Chinese workers leaving cities in droves

Global economic crisis takes the jobs that were supposed to be these workers’ path out of poverty.

December 30, 2008

CHENGDU, China (Reuters) — China’s ocean of blue-collar workers is streaming back to the country’s farming hinterland, bringing thwarted aspirations and rising discontent in tow as their city jobs, their paths out of poverty, fall victim to the global economic crisis.

Officials estimate that more than 10 million migrant laborers have already returned to the countryside as thousands of companies have been dragged under by weak global demand for everything from clothes to cars.

The government, always concerned about social instability, is now on high alert, fearful of the consequences of a huge mass of jobless, disappointed, rootless young men.

Beijing has urged firms to avoid cutting jobs despite falling profits, and many bosses have obliged by retaining workers but giving them unpaid leave.

Over the past three decades, about 130 million people have left China’s countryside for the smokestacks, assembly lines and construction sites of cities.

That migration, described as the world’s biggest ever by the United Nations, has underpinned the country’s heady growth and also given its poorest citizens a share of the spoils, as urban residents’ incomes are much higher than farmers’.

Known as China’s “floating population”, laborers rarely settle permanently where they work — effectively prohibited from doing so by residency rules — and return in droves to their hometowns for the Chinese lunar new year.

State media have put the best possible gloss on the in-bound tide of migrants under way: they are simply returning home early, one month ahead of the Year of the Ox which begins on Jan. 26.

But China is heading into uncharted territory and the picture could deteriorate quickly…

JimG

has been writing computer programs since 1970, and is still debugging them. The first modem he used was as big as a washing machine but not nearly as useful.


What you need to do >> If a record below holds a picture, leave the picture out and copy the rest exactly.

*** Opening Entries provided ***

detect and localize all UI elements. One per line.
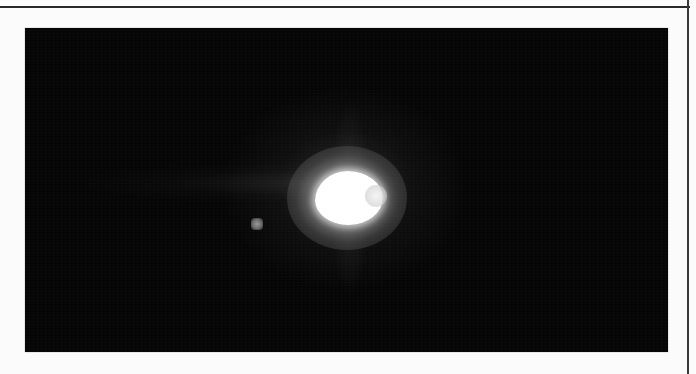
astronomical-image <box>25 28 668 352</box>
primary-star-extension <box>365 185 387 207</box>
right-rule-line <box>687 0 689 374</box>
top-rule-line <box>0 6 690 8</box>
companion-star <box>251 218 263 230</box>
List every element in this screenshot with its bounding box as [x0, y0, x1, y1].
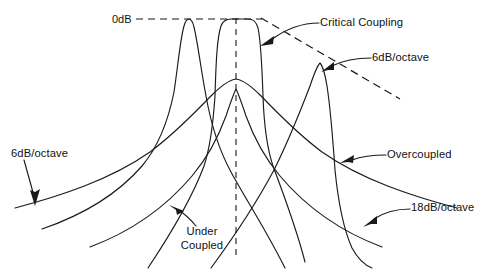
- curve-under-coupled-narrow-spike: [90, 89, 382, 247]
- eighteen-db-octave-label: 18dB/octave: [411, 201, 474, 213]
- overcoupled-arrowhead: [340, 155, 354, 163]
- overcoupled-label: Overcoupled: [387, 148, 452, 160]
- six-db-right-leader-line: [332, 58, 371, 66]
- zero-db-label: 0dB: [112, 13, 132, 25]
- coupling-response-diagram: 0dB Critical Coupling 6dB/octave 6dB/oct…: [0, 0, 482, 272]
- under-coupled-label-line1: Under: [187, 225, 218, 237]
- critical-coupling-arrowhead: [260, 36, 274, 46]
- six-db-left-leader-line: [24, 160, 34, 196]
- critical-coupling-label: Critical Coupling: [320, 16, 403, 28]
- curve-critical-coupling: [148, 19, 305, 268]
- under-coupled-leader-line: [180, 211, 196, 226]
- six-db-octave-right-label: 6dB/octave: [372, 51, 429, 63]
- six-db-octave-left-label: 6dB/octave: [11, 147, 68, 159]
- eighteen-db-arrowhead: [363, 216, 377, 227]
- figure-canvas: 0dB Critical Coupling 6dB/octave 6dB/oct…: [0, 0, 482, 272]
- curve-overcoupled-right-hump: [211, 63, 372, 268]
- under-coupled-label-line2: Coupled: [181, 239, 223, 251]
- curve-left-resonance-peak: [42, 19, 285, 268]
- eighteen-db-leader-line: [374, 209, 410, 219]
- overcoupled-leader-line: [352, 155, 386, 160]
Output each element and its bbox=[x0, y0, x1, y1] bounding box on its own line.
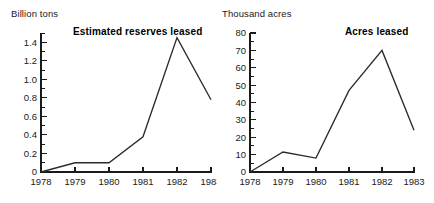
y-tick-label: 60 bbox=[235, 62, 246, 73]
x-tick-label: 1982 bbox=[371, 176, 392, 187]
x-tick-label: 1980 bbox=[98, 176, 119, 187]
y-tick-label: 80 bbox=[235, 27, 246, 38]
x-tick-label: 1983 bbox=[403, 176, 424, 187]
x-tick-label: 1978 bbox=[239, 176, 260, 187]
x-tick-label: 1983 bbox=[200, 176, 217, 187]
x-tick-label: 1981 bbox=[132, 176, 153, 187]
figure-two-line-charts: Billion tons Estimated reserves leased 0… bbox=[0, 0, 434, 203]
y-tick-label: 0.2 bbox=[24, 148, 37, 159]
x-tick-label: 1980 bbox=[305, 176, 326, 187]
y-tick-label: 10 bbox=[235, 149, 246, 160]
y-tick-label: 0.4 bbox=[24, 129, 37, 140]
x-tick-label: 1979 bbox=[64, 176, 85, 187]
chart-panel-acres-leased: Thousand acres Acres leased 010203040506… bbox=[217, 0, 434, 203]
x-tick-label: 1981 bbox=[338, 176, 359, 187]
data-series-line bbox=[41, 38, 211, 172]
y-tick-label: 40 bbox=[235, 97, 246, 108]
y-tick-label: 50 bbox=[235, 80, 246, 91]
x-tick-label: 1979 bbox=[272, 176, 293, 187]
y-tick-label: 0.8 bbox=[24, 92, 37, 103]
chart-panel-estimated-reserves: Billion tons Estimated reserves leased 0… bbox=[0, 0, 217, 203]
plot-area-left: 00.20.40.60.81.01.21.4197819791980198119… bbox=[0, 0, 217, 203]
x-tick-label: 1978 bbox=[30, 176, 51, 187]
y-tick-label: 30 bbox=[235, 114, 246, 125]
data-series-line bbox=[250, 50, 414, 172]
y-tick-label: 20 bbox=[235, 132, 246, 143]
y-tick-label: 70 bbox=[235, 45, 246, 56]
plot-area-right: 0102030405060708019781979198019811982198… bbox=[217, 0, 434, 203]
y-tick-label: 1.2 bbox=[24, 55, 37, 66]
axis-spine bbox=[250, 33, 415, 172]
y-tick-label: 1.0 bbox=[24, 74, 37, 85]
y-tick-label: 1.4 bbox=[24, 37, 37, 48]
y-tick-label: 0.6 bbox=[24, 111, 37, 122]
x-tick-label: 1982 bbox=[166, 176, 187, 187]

*** Closing Entries provided ***

Written response >>
detect and localize all UI elements. One per line.
astronomical-image <box>25 28 668 352</box>
primary-star-extension <box>365 185 387 207</box>
right-rule-line <box>687 0 689 374</box>
top-rule-line <box>0 6 690 8</box>
companion-star <box>251 218 263 230</box>
List every element in this screenshot with its bounding box as [x0, y0, x1, y1].
- curve-under-coupled-narrow-spike: [90, 89, 382, 247]
- eighteen-db-octave-label: 18dB/octave: [411, 201, 474, 213]
- overcoupled-arrowhead: [340, 155, 354, 163]
- overcoupled-label: Overcoupled: [387, 148, 452, 160]
- six-db-right-leader-line: [332, 58, 371, 66]
- zero-db-label: 0dB: [112, 13, 132, 25]
- coupling-response-diagram: 0dB Critical Coupling 6dB/octave 6dB/oct…: [0, 0, 482, 272]
- under-coupled-label-line1: Under: [187, 225, 218, 237]
- critical-coupling-arrowhead: [260, 36, 274, 46]
- six-db-left-leader-line: [24, 160, 34, 196]
- critical-coupling-label: Critical Coupling: [320, 16, 403, 28]
- curve-critical-coupling: [148, 19, 305, 268]
- under-coupled-leader-line: [180, 211, 196, 226]
- six-db-octave-right-label: 6dB/octave: [372, 51, 429, 63]
- six-db-octave-left-label: 6dB/octave: [11, 147, 68, 159]
- eighteen-db-arrowhead: [363, 216, 377, 227]
- figure-canvas: 0dB Critical Coupling 6dB/octave 6dB/oct…: [0, 0, 482, 272]
- curve-overcoupled-right-hump: [211, 63, 372, 268]
- under-coupled-label-line2: Coupled: [181, 239, 223, 251]
- curve-left-resonance-peak: [42, 19, 285, 268]
- eighteen-db-leader-line: [374, 209, 410, 219]
- overcoupled-leader-line: [352, 155, 386, 160]
Output each element and its bbox=[x0, y0, x1, y1] bounding box on its own line.
y-tick-label: 60 bbox=[235, 62, 246, 73]
x-tick-label: 1982 bbox=[371, 176, 392, 187]
x-tick-label: 1980 bbox=[98, 176, 119, 187]
y-tick-label: 80 bbox=[235, 27, 246, 38]
x-tick-label: 1983 bbox=[403, 176, 424, 187]
x-tick-label: 1978 bbox=[239, 176, 260, 187]
x-tick-label: 1983 bbox=[200, 176, 217, 187]
x-tick-label: 1981 bbox=[132, 176, 153, 187]
figure-two-line-charts: Billion tons Estimated reserves leased 0… bbox=[0, 0, 434, 203]
y-tick-label: 0.2 bbox=[24, 148, 37, 159]
x-tick-label: 1980 bbox=[305, 176, 326, 187]
y-tick-label: 10 bbox=[235, 149, 246, 160]
y-tick-label: 0.4 bbox=[24, 129, 37, 140]
x-tick-label: 1979 bbox=[64, 176, 85, 187]
chart-panel-acres-leased: Thousand acres Acres leased 010203040506… bbox=[217, 0, 434, 203]
x-tick-label: 1981 bbox=[338, 176, 359, 187]
data-series-line bbox=[41, 38, 211, 172]
y-tick-label: 40 bbox=[235, 97, 246, 108]
y-tick-label: 50 bbox=[235, 80, 246, 91]
x-tick-label: 1979 bbox=[272, 176, 293, 187]
y-tick-label: 0.8 bbox=[24, 92, 37, 103]
chart-panel-estimated-reserves: Billion tons Estimated reserves leased 0… bbox=[0, 0, 217, 203]
plot-area-left: 00.20.40.60.81.01.21.4197819791980198119… bbox=[0, 0, 217, 203]
x-tick-label: 1978 bbox=[30, 176, 51, 187]
y-tick-label: 30 bbox=[235, 114, 246, 125]
data-series-line bbox=[250, 50, 414, 172]
y-tick-label: 20 bbox=[235, 132, 246, 143]
y-tick-label: 70 bbox=[235, 45, 246, 56]
plot-area-right: 0102030405060708019781979198019811982198… bbox=[217, 0, 434, 203]
y-tick-label: 1.2 bbox=[24, 55, 37, 66]
axis-spine bbox=[250, 33, 415, 172]
y-tick-label: 1.0 bbox=[24, 74, 37, 85]
y-tick-label: 1.4 bbox=[24, 37, 37, 48]
y-tick-label: 0.6 bbox=[24, 111, 37, 122]
x-tick-label: 1982 bbox=[166, 176, 187, 187]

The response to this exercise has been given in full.